Iran Strikes and Hot CPI Collide, Keeping Markets in Defensive Mode
Two simultaneous shocks — U.S. military action against Iran and a 0.5% May CPI print — have locked markets into a risk-off posture through midday, with no obvious catalyst for relief in the afternoon session.
The Morning the Two Shocks Landed Together
Wednesday's session opened under the weight of two independent market-moving events that arrived in quick succession and reinforced each other's bearish logic. U.S. forces struck Iranian military targets following the downing of a U.S. Army Apache helicopter, sending oil prices sharply higher on fears of supply disruption through the Middle East. Minutes later — or nearly simultaneously for many traders — the Bureau of Labor Statistics reported that the Consumer Price Index rose 0.5% month-over-month in May, a reading that exceeded expectations and reignited inflation concerns that markets had been hoping were fading.

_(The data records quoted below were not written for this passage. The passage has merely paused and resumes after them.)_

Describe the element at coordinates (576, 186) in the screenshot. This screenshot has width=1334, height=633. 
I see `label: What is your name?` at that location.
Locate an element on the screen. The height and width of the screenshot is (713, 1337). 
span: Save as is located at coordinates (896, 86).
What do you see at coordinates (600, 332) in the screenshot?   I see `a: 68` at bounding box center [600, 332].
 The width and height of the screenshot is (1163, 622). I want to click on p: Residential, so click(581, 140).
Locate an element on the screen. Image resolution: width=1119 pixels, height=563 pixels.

The result was a pre-market selloff that extended into the open. Futures on the S&P 500 (^GSPC), Nasdaq (^IXIC), and Dow (^DJI) all declined following the CPI release, compounding losses that had already begun on the geopolitical news. Technology and AI-linked stocks bore the sharpest pressure, as high-valuation growth names are particularly sensitive to the combination of rising rates expectations and elevated risk aversion.

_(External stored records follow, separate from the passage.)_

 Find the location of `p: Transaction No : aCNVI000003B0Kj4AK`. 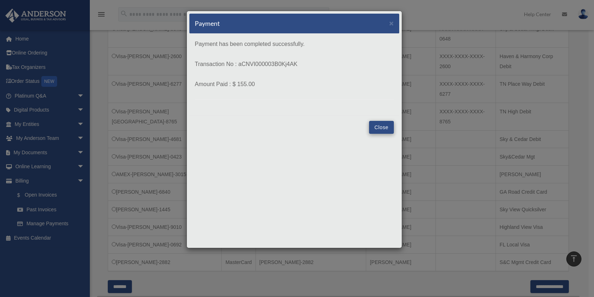

p: Transaction No : aCNVI000003B0Kj4AK is located at coordinates (294, 64).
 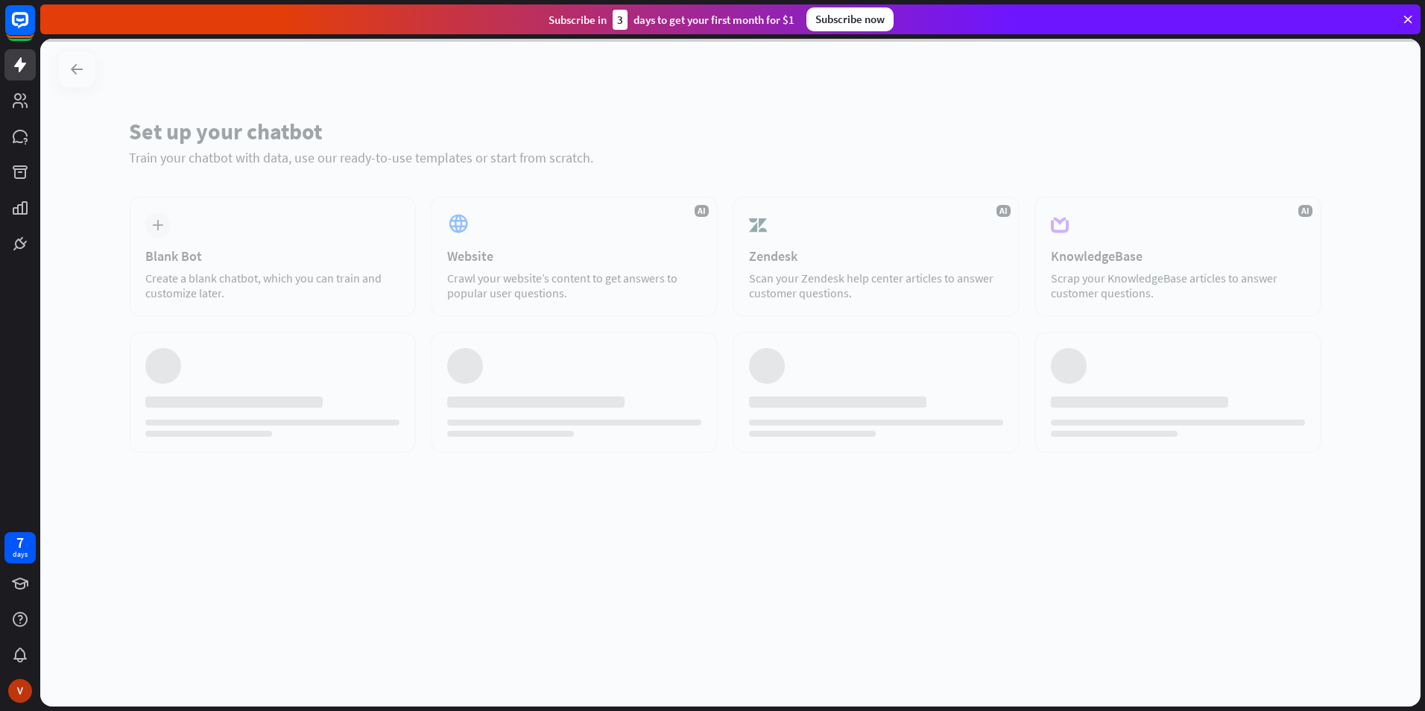 I want to click on div: 7, so click(x=20, y=542).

By midday, that narrative has not meaningfully shifted.
What Has and Hasn't Changed Since the Open
The morning brief flagged the dual shock as the dominant story, and the session has confirmed it. Neither the geopolitical situation nor the inflation picture has offered any softening signal since the open. The Iran situation remains fluid — further escalation or signs of Iranian retaliation would amplify pressure on energy prices and risk assets alike. President Trump had previously threatened action against Iran, which means the strikes were not entirely without warning, but the market reaction suggests traders had not fully priced in the timing or scale.
On inflation, the 0.5% monthly CPI gain puts the Federal Reserve in an uncomfortable position. Policymakers had been watching for sustained disinflation before moving on interest rates, and a print of this magnitude pushes in the opposite direction. Treasury yields — which move inversely to bond prices and reflect rate expectations — were in focus throughout the morning. No Fed officials have publicly responded to the print as of midday, and any commentary in the afternoon session would likely move markets.
The one piece of data running against the bearish grain is TSMC (TSM), which reported a 30% surge in sales driven by strong orders from Nvidia (NVDA) and Apple (AAPL). The result is a direct read on AI hardware demand — TSMC manufactures the advanced chips that power AI data centers — and the number was unambiguously strong. It offers a reminder that the underlying demand story for AI infrastructure remains intact even as macro and geopolitical headwinds weigh on valuations. The market, however, is not in a mood to reward that distinction today.
The AI Spending Data Point That Got Overshadowed
Also arriving this morning, and largely absorbed without fanfare given the macro noise: Alphabet (GOOG) disclosed the terms of a large-scale AI compute arrangement involving 110,000 Nvidia GPUs at a cost of approximately $920 million per month, with the deal running to mid-2029. The per-GPU cost is reported to be roughly 2.2 times what Anthropic pays SpaceX for comparable compute — a figure that illustrates how aggressively Alphabet is moving to secure AI infrastructure at scale.
On any other day, a $920 million monthly commitment to a single compute arrangement would dominate the conversation about AI capital expenditure. Today it is a footnote. For Nvidia, it reinforces the durability of its revenue outlook. For Alphabet, it signals strategic conviction — and a willingness to pay a premium to stay competitive at the frontier of large language model development. The market will return to this data point once the macro fog clears.
The Afternoon Setup
The afternoon session offers limited scheduled catalysts that could shift the current narrative. The primary variables remain the same ones that opened the day: any further developments in U.S.-Iran tensions, and whether Fed officials choose to address the CPI print publicly. A hawkish response from any Fed speaker — or silence interpreted as tacit acceptance of a higher-for-longer posture — would likely extend pressure on equities and keep Treasury yields elevated.
Energy markets deserve close attention. Oil's move higher on the Iran news reflects the market's assessment of supply risk through the Middle East corridor, and that risk does not resolve quickly. Defense-sector names may continue to attract flows as a partial hedge against further escalation.
The next significant scheduled test for the AI trade is Oracle (ORCL) fiscal fourth-quarter earnings, which are on the horizon after today's close. Given the TSMC result and the Alphabet compute disclosure, Oracle's cloud and AI infrastructure revenue will be scrutinized for additional confirmation that enterprise AI spending is holding up despite the broader market turbulence.
For now, the session's defining characteristic is the absence of any counterweight to the morning's twin shocks. The bears hold the narrative, the macro data supports their case, and the geopolitical situation provides no near-term resolution. The afternoon will most likely be a continuation rather than a reversal — unless something changes in Tehran or at the Fed.